Related:
July 2012,
Progressive Corporation: Linking Driving Behavior to Automobile Accidents and Insurance Rates (PDF)
http://www.nytimes.com/2012/11/25/business/seeking-cheaper-insurance-drivers-accept-monitoring-devices.html
November 24, 2012
So You're a Good Driver? Let's Go to the Monitor
By RANDALL STROSS
LAST week, under my car's dashboard, I installed a small wireless gadget that would monitor my driving. I wanted to see how it felt to have my driving behavior captured, sent to an insurance company and analyzed. More drivers, seeking discounts on auto insurance, are voluntarily doing just that.
Insurers are offering these discounts as they aim to abandon the crude proxies they have long used to guess the likelihood that a particular policyholder will have an accident. These have included age, sex, marital status, miles driven (as reported by the driver) -- and even credit scores, which can penalize those guilty of driving while poor.
Driving data is collected with a device that policyholders must be persuaded to install; it connects to the car's computer system via a diagnostic port found in all cars since 1996. Such "user-based insurance," the name for individualized pricing based on data collected from a vehicle, is spreading. Drivewise from Allstate is in 10 states; Drive Safe and Save, from State Farm, is in 16, with 11 more to be added next month; and Snapshot, from Progressive, is in 43.
Progressive was the first in the field, in 1998, when it started offering Houston customers a device that had to be professionally installed. Six years later, it introduced a device in three states that could be plugged in by the customer, but had to be unplugged at regular intervals and connected to a PC to upload the data. Wireless transmission came next.
In 2010, Progressive introduced Snapshot, which, unlike a predecessor, is offered without a threat of penalizing incautious drivers. Participating customers who drive without alarming tendencies will receive a discount of up to 30 percent; those with poor driving habits simply do not receive the discount. The company says that more than half of Snapshot participants earn discounts, which average 10 percent annually.
The Snapshot device records the time of day and distance traveled, along with the vehicle's speed, second by second. But Progressive deliberately left GPS out of the device so the car's exact location is not known; otherwise, more drivers might be nervous about using it.
Typically, Progressive collects data for only six months (that's the "snapshot"), after which the customer removes and returns the device. The discount can then continue indefinitely. The company reserves the right to take another snapshot later, such as after an accident.
Richard Hutchinson, a general manager at Progressive who oversees user-based insurance, says the company understands that "acceptance of this kind of insurance increases when monitoring is not continuous."
Customers who sign up for Snapshot can withdraw from the program at any time. Even drivers who are not Progressive customers can install the device for a no-obligation trial. Within a month, they will receive price quotations based on the driving data collected.
"Within 30 days, you have a strong flavor of how a customer drives," Mr. Hutchinson says.
Allstate, which introduced its user-based product at the end of 2008, reports more customer acceptance today than four years ago. About 30 percent of new customers are signing up for it in states offering it, says Randy Birchfield, Allstate's vice president for product operations, who oversees Drivewise.
THE device in my car is a Drivewise unit that Allstate supplied so that I could see how it works. (Drivewise is not currently offered in California, where I live.)
The day after I installed it, I could log on to the Drivewise site and see graphs showing miles driven, the number of incidents of "hard braking" and "extreme braking" sensed by an accelerometer, how many miles were driven at more than 80 miles an hour, and the number of miles driven at what times of day or night. That is all. The device is semiblind by design. It does not know what road I'm traveling or whether I'm stopping for a red light. It also remains oblivious to whether I'm going 70 miles per hour in a 30 m.p.h. zone.
Allstate says the lowest-risk time for accidents is 5 a.m. to 11 p.m. on weekends, with the highest risk from 11 p.m. to 4 a.m. on weekdays and 11 p.m. to 5 a.m. on weekends. So I couldn't earn the maximum discount if I worked at a job that put me on the road in the highest-risk times.
"There is a very strong correlation between the driving behaviors we're monitoring and accidents," Mr. Birchfield says. Allstate says the discount for its participants also averages 10 percent.
I had thought I'd be uncomfortable knowing that the Drivewise gadget was accompanying me everywhere, But that wasn't the case -- perhaps because my driving behavior was translated into charts with innocuous titles like "miles driven" and "braking events." The data can be used in post-accident investigations and litigation, however, so I wonder how innocuous it would all look in court in the hands of a plaintiff who has sued me.
"Today, the better drivers are the ones who are opting in" to user-based insurance, says Shamik Lala, a manager at A.T. Kearney, the consulting firm. In five years, when he expects the industry to view such insurance as standard, insurers will treat those who don't opt in as bad risks, he predicts.
In places where user-based insurance is now available, drivers are voluntarily choosing it in large numbers because, Mr. Lala says, "we all think we're above-average drivers."
The little device installed under the dashboard, however, suffers not at all from excessive self-regard.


▶ [TASK REQUIREMENTS] Each line of the records that includes "Careers" should be found and copied.

▶ [LISTED RECORDS]
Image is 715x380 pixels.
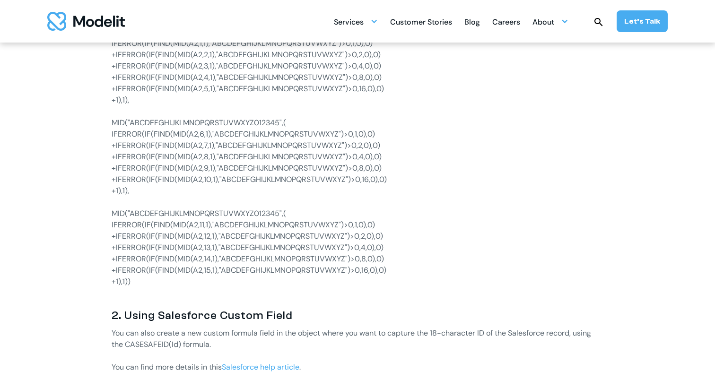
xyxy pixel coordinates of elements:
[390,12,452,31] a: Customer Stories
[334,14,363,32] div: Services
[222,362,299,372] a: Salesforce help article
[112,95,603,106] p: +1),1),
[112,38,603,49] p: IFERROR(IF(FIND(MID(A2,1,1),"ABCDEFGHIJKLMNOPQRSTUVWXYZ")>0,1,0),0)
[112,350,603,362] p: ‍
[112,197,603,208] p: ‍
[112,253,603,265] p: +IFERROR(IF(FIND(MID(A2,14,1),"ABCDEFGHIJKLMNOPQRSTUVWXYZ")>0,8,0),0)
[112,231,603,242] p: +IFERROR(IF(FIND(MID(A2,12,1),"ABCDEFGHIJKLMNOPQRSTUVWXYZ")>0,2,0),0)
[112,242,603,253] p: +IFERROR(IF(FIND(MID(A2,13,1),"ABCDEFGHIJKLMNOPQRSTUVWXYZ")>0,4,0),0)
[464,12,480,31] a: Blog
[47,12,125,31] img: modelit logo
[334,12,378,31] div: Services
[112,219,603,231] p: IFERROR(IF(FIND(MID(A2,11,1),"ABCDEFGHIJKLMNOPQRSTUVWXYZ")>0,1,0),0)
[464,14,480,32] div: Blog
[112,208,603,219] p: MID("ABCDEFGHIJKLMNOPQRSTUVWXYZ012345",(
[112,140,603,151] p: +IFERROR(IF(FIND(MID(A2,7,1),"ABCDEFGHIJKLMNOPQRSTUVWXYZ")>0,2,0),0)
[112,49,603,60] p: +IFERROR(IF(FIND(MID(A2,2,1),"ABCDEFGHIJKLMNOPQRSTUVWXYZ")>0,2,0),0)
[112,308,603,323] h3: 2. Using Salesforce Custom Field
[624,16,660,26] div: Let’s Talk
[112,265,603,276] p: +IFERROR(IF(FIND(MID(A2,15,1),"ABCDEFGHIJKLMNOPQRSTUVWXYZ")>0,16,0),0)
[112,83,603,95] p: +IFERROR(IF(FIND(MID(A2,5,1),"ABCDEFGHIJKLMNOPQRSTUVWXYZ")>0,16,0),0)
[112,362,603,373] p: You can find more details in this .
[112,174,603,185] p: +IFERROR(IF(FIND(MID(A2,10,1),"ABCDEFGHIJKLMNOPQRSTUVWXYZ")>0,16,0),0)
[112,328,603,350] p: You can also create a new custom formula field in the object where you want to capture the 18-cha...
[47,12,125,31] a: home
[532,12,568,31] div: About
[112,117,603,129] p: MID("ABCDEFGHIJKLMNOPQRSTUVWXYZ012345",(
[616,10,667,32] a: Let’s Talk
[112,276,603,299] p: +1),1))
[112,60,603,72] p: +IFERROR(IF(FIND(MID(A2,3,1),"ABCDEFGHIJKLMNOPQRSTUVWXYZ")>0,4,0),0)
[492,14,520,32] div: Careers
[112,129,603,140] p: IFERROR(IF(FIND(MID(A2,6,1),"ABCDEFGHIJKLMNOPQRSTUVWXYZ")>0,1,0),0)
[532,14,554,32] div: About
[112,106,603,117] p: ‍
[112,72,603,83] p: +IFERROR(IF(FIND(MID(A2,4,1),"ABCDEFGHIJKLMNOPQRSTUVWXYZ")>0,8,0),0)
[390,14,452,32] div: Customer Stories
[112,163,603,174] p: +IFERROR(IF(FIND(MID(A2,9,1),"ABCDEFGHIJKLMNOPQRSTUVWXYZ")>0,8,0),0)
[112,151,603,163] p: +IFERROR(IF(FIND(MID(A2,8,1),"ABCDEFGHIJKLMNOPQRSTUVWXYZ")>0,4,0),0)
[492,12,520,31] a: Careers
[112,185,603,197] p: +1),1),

▶ [OUTPUT]
[492,14,520,32] div: Careers
[492,12,520,31] a: Careers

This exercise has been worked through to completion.